The film's executive producer is Jane Chaplin, daughter of the
late Charlie Chaplin and wife of Ilya Salkind, with whom Chaplin
has a young son. Producer Ilya Salkind is the third generation
in a family of filmmakers that goes back to his grandfather, Mikhail
Salkind, a Russian emigré whose first major film as producer
was "Joyless Street" (1925), directed by G.W. Pabst
and starring Greta Garbo and Marlene Dietrich. Alexander Salkind,
born in Danzig in 1921, followed in his father's footsteps when,
at the age of 23, he produced "El Moderno Barba Azul"
(1945), starring Buster Keaton. Ilya joined the Salkind legacy
when he produced "The Light at the Edge of the World"
in 1970, which starred Kirk Douglas.
The Salkinds are polyglot citizens of the world who divide their
time between Switzerland, France, Mexico, England and the United
States. "We're not tied to any country or any major studio,"
Alexander Salkind recently told Film Comment. "We're the
only big independent producers who finance and own their films."
In addition to the "Superman" series, the Salkinds have
produced Orson Welles' "The Trial" (1962), "The
Three" and "The Four Musketeers" (1974/75), "Santa
Claus" (1984), and are now in the process of putting together
a fifth Superman picture, tentatively titled "The New Superman
Movie."
Salkind alumnus John Williams will compose the score for "Christopher
Columbus: The Discovery", while John Bloomfield ("Superman
IV: The Quest for Peace") has come on costume designer, and
John Graysmark joins the film fresh from his work as production
designer on the recent Kevin Costner epic, "Robin Hood: Prince
of Thieves."
"Mr. Brando and the Salkinds and everyone else involved in
this picture," said the source in Paris, "have expressed
their hope that this will be a grand film in the Salkind tradition."

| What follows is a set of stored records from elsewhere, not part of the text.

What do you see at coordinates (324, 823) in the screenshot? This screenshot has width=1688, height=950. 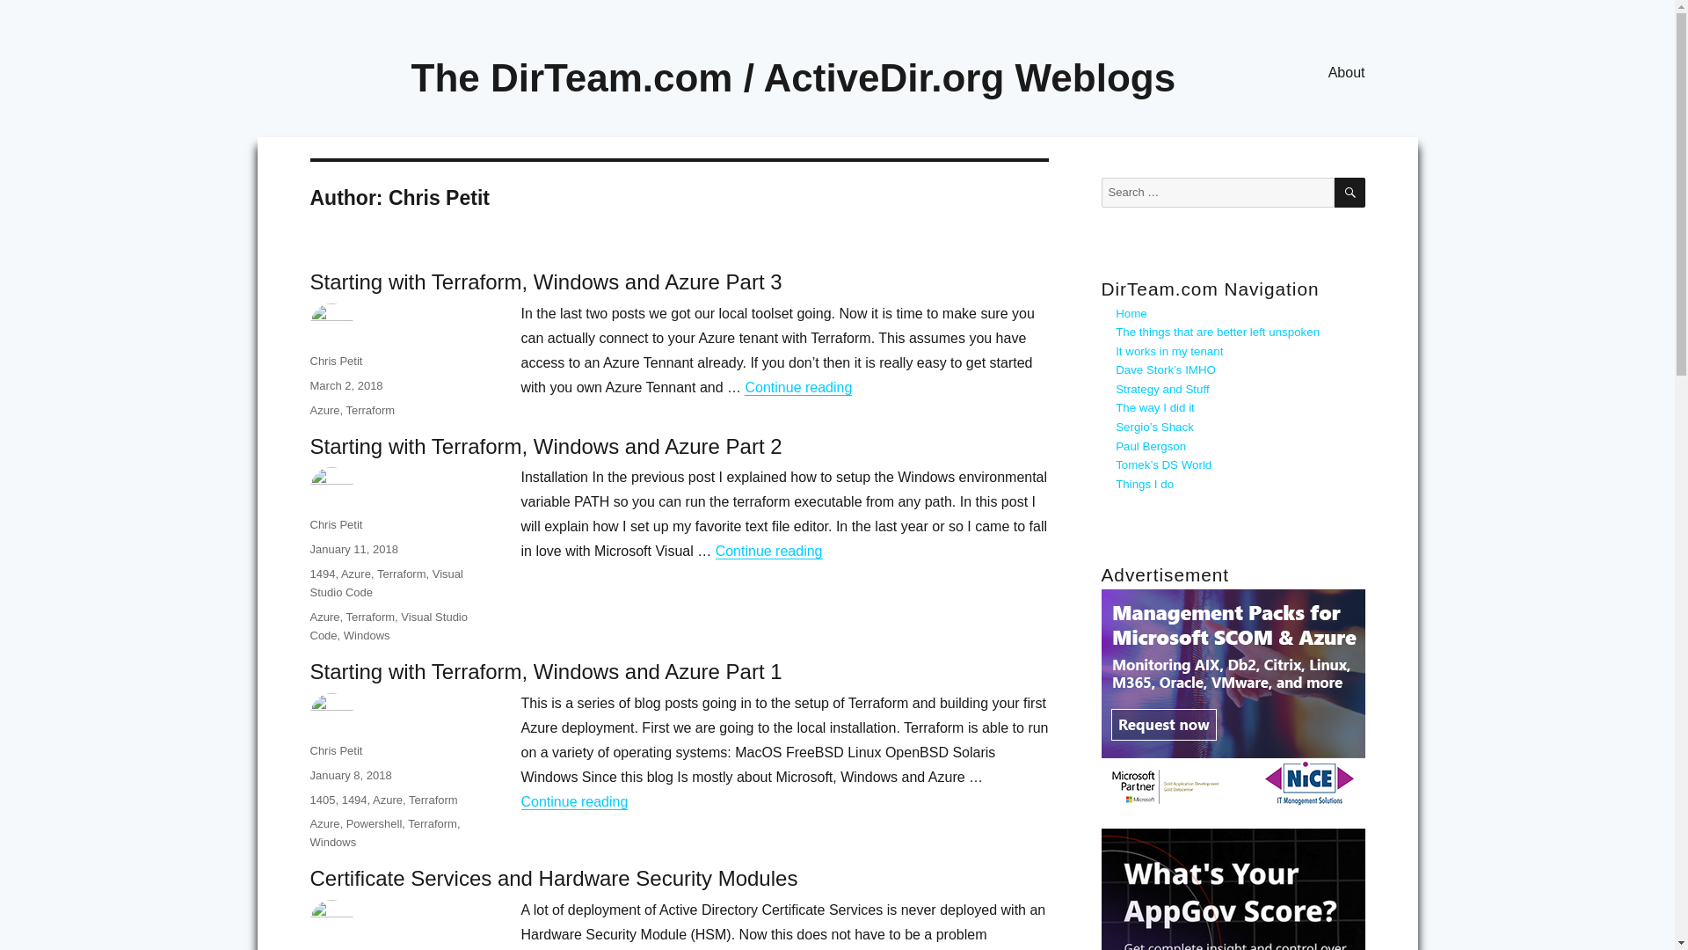 I see `Azure` at bounding box center [324, 823].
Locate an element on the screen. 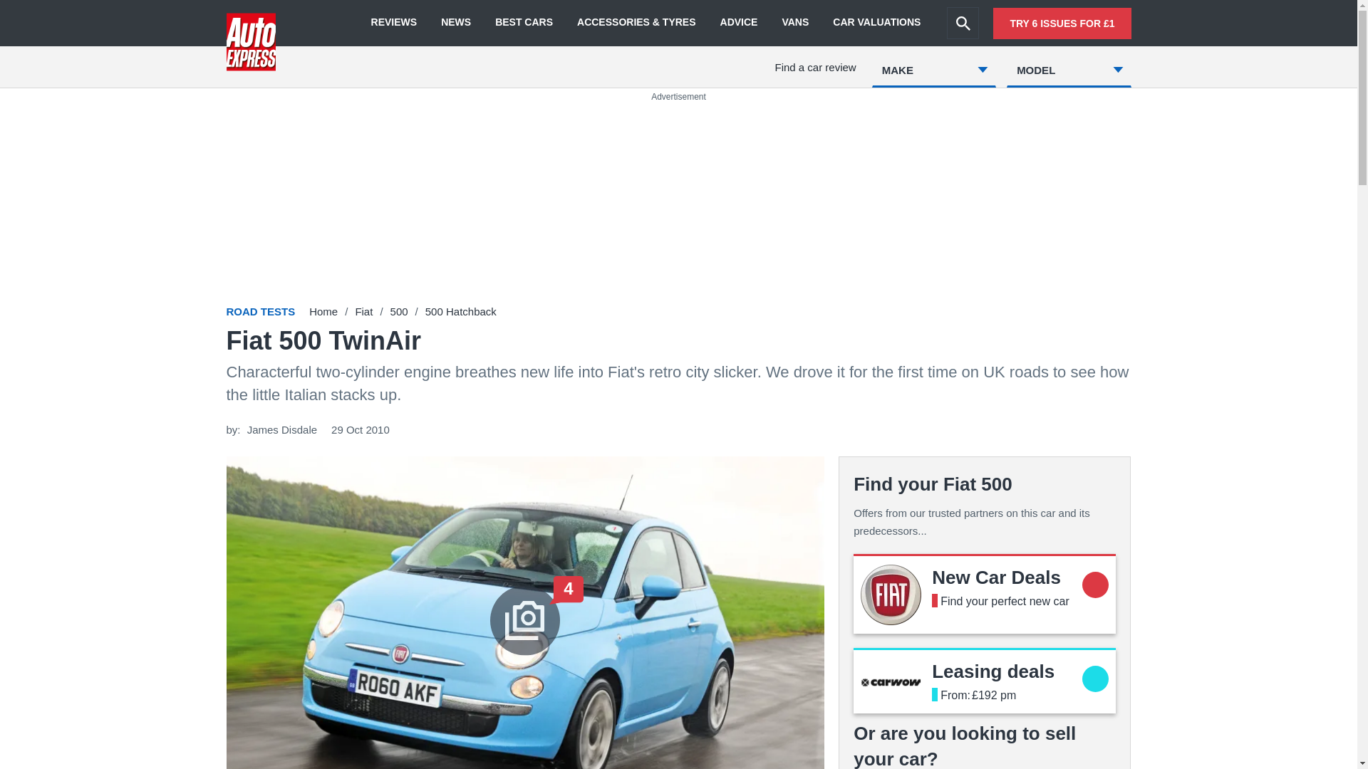 This screenshot has width=1368, height=769. 500 is located at coordinates (795, 23).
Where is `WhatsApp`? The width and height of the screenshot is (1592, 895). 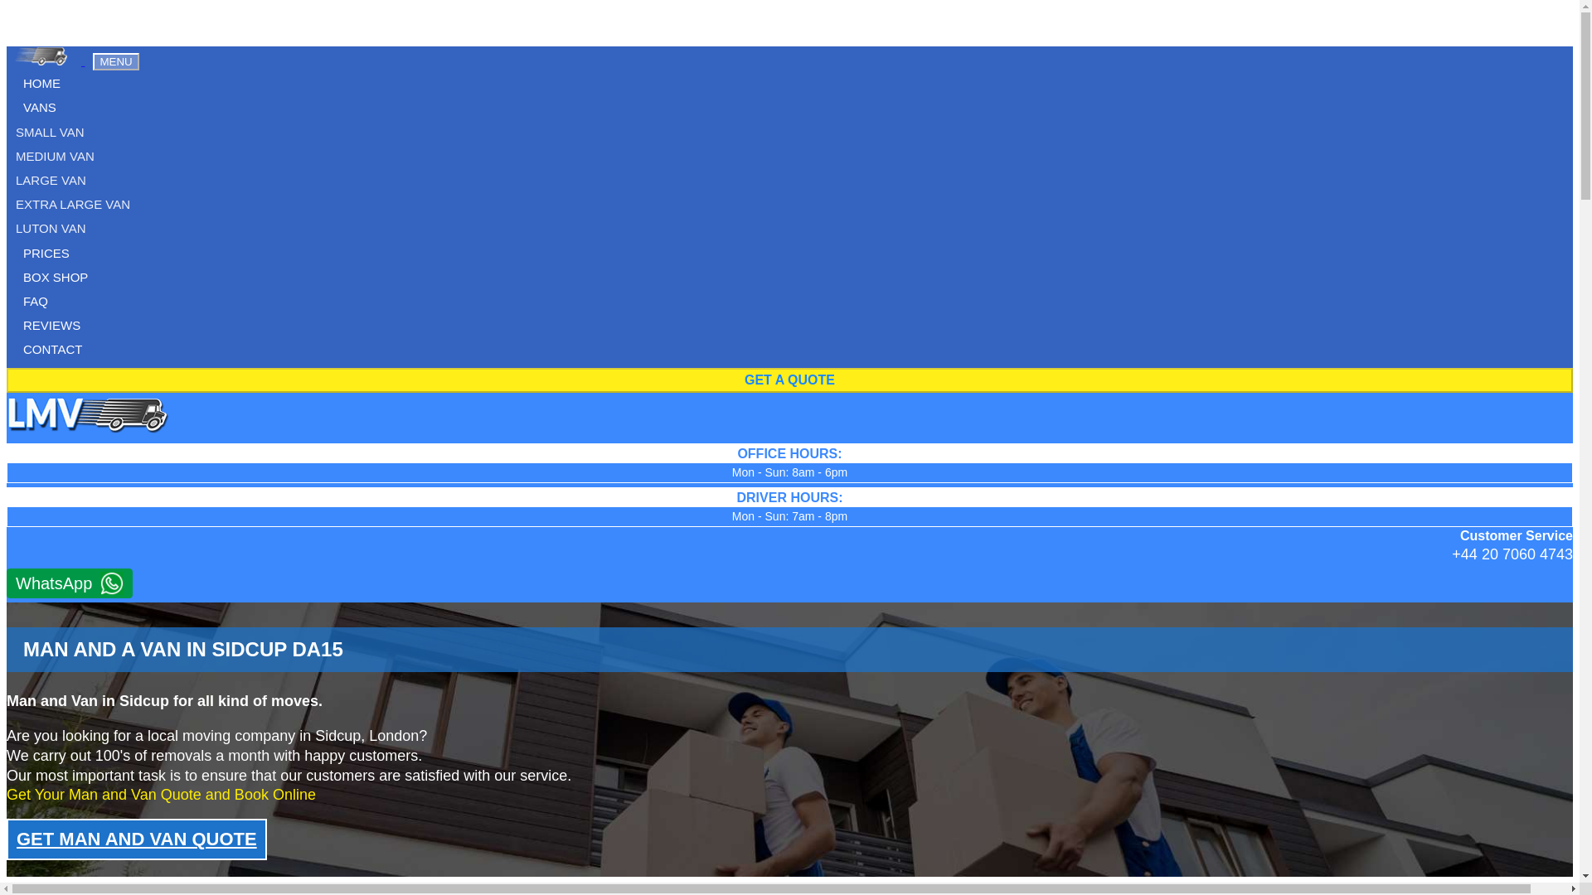
WhatsApp is located at coordinates (69, 584).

The $45 million production will be competing with Ridley Scott's
"Columbus," which proposes to be a biography of the
explorer rather than an account of his historic journey to the
Americas. Starring Gérard Depardieu as Columbus, with Armand
Assante ("Mambo Kings") in the role of Sanchez, Ridley
Scott starts principal photography on 2 December in Spain and
will complete his film in Costa Rica for a fall, 1992 release.